Theodor Adorno's Aesthetic Theory is a vast labyrinth that anyone interested in modern aesthetic theory must at some time enter. Because of his immense difficulty of the same order as Derrida - Adorno's reception has been slowed by the lack of a comprehensive and comprehensible account of the intentions of his aesthetics. This is the first book to put Aesthetic Theory into context and outline the main ideas and relevant debates, offering readers a valuable guide through this huge, difficult, but revelatory work. Its extended argument is that, despite Adorno's assumptions of autonomism, cognitivism, and aesthetic modernism, his idea of artistic truth content offers crucial insights for contemporary philosophical aesthetics.
The eleven chapters are divided into three Context, Content, and Critique. The first part offers a brief biography, describes Adorno's debates with Benjamin, Brecht, and Lukacs, and outlines his philosophical program. The second part is an interpretation of Adorno's aesthetics, examining how he situates art in society, production, politics, and history and uncovering the social, political, and historical dimensions of his idea of artistic truth. The third part evaluates Adorno's contribution by confronting it with the critiques of Peter Burger, Frederic Jameson, and Albrecht Wellmer.
Lambert Zuidervaart is Professor of Philosophy Emeritus at the Institute for Christian Studies in Toronto. He is the author of Adorno's Aesthetic Theory (MIT Press), Artistic Truth, Social Philosophy after Adorno, Religion, Truth, and Social Transformation, and other books.
Aesthetic Theory is a tough nut to crack. Adorno’s style of writing, the dialectic method, the depth of his philosophical and artistic understanding and the approach to art and philosophy create a complexity that can seem to border on the impenetrable. Zuiderwaart’s Adorno’s Aesthetic Theory: The Redemption of Illusion does a yeoman’s task of guiding the reader through the conceptual and rational complexities of Aesthetic Theory that sustains the complexity while providing a deeper insight into Adorno’s approach to art.
The difficulty in reviewing this guidance is that there is no unproblematic lynchpin that will reveal Adorno’s approach. Zuidewaart uses the concept of truth in Art, and lays out the approaches Adorno takes to unpack the experience of truth in Art, the role of philosophy in uncovering this truth, and the resistance of art to incorporation into a philosophical body of truth. In the process, we get insight into key concepts for Adorno’s approach to art, including its dialectics of production, its social and historical situatedness, its critical and negative content and its relationship to philosophy. The book ends with assessing the limits of Adorno’s aesthetics over against later version steeped in critical theory and postmodernism, while showing the limits of these interpretive approaches relative to Adorno’s concept of truth.
This is an accessible work, sufficiently exegetical to be of value to someone first approaching Adorno, as well as for someone who has a greater depth of knowledge.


▶ WHAT THE TASK ASKS:
Identify each line below containing the string "series" and copy it.

Stored entries:
-------

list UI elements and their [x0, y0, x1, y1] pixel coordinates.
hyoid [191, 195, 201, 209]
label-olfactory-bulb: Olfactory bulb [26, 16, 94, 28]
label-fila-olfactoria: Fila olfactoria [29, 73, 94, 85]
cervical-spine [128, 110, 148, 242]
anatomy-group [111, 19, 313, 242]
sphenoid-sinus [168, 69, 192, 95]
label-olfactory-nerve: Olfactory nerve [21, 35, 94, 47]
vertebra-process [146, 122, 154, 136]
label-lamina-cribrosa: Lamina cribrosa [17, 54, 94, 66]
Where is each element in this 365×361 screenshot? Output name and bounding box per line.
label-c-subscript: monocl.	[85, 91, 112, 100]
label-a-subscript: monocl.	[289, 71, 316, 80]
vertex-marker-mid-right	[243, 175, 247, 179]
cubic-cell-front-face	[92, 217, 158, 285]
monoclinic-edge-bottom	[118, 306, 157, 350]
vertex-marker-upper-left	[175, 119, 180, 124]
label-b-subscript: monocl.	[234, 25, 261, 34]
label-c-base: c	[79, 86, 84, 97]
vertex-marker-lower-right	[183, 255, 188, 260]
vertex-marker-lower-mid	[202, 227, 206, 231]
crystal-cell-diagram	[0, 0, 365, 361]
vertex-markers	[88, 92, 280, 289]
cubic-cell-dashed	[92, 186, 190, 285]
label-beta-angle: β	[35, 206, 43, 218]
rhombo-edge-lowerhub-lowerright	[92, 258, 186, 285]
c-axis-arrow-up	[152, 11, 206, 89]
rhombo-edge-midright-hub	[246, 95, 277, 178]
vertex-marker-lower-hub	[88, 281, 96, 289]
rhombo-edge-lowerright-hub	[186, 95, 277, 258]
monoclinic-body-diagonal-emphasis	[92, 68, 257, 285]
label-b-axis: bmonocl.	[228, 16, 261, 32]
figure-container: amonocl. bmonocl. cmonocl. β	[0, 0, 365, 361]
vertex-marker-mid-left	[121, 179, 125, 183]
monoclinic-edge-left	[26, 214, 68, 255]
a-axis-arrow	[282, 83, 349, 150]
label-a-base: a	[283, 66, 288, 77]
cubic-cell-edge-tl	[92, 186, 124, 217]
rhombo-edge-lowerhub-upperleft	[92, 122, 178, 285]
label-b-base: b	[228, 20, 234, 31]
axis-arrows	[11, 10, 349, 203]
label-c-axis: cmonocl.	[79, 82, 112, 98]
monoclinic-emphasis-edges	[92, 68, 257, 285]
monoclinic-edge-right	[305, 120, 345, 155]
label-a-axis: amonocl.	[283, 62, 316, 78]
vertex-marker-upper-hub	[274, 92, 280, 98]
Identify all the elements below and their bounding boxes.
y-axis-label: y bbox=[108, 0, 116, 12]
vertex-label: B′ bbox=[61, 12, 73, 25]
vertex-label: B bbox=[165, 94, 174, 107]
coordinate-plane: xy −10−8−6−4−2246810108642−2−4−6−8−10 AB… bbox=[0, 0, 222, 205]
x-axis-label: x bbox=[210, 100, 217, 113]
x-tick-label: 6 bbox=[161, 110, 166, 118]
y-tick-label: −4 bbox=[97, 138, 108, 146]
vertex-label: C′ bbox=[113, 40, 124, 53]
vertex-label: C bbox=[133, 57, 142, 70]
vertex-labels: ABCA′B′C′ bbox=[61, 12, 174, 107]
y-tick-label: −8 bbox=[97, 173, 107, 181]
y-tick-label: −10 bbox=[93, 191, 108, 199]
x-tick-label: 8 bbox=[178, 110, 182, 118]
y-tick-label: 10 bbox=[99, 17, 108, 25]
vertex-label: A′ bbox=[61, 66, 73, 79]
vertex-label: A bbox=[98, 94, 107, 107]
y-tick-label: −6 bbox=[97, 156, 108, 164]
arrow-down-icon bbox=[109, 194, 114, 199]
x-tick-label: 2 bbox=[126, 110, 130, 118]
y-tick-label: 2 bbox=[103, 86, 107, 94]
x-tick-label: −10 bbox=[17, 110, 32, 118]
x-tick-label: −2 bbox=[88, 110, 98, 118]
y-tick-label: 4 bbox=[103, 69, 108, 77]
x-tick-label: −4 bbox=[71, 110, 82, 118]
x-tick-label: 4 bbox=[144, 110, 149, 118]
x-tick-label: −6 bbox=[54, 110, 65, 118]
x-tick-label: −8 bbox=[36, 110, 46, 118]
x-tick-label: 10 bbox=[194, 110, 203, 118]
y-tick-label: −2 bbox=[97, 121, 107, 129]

-------

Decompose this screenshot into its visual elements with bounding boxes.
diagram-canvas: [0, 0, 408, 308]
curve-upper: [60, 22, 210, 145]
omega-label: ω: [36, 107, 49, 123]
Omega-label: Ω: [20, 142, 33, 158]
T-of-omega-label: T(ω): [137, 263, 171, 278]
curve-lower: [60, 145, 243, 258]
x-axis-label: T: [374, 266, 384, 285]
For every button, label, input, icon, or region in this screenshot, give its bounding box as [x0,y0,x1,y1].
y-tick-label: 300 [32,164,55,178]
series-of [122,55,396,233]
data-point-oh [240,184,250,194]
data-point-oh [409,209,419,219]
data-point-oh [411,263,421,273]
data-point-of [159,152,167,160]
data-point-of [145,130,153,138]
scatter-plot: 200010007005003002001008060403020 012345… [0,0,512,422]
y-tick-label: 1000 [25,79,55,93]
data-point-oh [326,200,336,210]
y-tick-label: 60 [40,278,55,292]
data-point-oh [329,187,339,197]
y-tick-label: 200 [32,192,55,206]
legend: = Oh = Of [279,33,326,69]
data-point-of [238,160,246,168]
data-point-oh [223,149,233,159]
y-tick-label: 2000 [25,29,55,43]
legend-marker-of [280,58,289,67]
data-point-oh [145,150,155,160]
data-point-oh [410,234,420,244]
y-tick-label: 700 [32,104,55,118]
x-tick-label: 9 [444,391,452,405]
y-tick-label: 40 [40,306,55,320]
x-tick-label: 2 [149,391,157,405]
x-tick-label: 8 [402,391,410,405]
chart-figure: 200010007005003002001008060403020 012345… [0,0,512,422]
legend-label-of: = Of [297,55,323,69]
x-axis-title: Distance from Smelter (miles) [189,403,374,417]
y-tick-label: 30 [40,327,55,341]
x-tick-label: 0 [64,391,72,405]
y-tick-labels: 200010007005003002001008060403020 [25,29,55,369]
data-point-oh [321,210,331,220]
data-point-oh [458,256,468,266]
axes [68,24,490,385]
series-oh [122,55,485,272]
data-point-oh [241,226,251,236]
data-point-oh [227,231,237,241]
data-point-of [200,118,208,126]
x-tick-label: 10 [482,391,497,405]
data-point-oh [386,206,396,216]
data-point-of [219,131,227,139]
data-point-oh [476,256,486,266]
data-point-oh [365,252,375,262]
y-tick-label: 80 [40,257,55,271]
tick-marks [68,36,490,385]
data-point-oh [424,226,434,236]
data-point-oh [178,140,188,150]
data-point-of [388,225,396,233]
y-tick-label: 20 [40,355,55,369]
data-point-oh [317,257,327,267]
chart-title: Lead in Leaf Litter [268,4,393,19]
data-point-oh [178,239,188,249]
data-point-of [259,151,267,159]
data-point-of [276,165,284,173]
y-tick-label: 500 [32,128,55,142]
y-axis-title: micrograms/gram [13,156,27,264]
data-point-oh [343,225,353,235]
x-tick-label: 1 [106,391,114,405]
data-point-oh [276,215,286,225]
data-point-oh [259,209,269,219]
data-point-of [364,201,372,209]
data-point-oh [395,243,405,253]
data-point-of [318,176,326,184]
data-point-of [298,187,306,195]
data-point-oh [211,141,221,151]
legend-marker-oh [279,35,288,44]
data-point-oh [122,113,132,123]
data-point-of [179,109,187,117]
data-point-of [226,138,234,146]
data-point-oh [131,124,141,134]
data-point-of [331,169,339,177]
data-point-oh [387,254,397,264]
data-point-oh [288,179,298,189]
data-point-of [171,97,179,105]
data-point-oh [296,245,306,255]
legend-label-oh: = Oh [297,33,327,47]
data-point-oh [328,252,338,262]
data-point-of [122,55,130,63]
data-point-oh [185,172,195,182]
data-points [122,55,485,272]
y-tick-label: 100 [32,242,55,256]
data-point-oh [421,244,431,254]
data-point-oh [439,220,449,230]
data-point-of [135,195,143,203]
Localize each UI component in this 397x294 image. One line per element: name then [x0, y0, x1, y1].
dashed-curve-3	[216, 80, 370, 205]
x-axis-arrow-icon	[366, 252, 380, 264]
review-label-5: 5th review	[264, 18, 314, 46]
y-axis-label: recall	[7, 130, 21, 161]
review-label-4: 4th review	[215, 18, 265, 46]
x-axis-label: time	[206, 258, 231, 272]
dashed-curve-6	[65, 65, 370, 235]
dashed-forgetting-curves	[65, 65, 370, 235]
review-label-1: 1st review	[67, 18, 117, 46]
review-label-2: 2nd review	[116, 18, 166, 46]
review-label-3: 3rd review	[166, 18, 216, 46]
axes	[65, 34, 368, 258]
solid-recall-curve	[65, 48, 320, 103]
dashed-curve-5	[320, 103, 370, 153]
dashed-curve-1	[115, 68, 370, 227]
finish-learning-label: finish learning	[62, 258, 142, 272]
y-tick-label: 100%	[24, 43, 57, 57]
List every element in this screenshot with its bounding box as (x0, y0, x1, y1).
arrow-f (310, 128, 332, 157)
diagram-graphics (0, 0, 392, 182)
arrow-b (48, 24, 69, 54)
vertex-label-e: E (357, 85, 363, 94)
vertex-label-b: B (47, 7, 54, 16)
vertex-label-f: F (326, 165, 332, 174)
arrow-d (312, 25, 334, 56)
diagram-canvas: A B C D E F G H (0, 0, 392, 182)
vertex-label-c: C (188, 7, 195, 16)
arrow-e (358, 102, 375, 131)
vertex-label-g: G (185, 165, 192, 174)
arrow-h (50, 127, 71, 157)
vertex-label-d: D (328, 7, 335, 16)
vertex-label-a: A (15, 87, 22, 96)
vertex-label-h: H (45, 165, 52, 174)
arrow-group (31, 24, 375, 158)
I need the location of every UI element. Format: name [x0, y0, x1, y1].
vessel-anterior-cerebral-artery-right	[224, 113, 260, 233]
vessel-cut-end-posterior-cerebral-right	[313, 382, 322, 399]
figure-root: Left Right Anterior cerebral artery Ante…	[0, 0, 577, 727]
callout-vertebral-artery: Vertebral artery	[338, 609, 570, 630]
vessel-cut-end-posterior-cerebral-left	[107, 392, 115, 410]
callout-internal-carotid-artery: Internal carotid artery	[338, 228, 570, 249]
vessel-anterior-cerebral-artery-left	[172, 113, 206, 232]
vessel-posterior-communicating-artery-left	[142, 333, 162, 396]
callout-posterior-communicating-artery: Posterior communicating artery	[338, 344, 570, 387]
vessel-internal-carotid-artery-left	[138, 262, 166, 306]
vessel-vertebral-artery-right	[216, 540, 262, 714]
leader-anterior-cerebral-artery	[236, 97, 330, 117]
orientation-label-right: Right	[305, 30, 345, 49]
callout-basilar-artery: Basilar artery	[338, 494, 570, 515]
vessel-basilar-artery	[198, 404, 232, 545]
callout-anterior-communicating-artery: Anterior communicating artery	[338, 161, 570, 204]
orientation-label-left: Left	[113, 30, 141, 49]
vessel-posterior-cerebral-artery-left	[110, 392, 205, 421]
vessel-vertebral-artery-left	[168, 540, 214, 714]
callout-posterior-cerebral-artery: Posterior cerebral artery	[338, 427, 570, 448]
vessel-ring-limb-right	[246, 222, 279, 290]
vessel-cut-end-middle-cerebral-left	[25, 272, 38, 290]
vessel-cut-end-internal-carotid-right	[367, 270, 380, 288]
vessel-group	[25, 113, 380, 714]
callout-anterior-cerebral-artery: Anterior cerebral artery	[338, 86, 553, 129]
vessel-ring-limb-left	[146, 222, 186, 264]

-------

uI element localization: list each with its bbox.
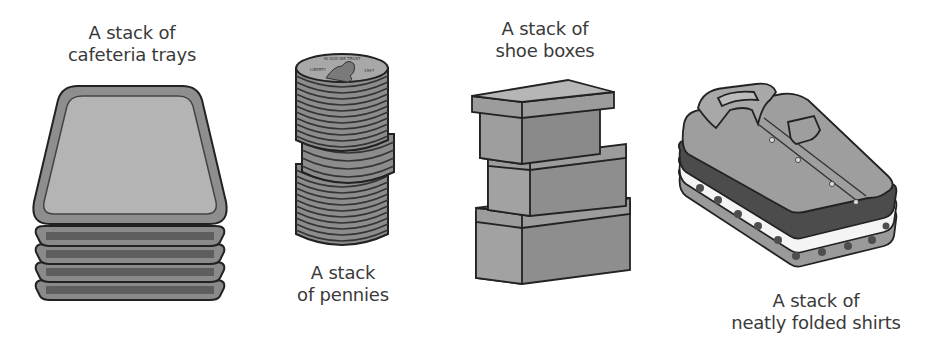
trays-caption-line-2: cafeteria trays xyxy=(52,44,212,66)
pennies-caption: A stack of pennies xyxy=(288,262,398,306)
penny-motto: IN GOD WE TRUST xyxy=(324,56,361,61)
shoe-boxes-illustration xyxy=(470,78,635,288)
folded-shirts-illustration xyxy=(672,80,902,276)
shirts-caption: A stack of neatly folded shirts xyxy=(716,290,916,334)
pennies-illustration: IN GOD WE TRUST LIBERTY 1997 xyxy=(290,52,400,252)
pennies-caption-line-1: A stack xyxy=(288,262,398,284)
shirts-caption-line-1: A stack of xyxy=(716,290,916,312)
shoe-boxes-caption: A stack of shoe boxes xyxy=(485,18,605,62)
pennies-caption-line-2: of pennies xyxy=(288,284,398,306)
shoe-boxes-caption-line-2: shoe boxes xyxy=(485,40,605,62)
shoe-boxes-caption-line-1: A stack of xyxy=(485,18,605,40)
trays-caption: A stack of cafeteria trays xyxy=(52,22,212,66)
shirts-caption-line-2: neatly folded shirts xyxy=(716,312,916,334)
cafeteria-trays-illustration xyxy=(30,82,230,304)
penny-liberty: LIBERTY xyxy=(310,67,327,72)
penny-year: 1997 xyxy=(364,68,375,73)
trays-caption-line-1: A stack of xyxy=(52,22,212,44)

-------

▶ RESPONSE FOR THIS EXERCISE:
series-of [122,55,396,233]
series-oh [122,55,485,272]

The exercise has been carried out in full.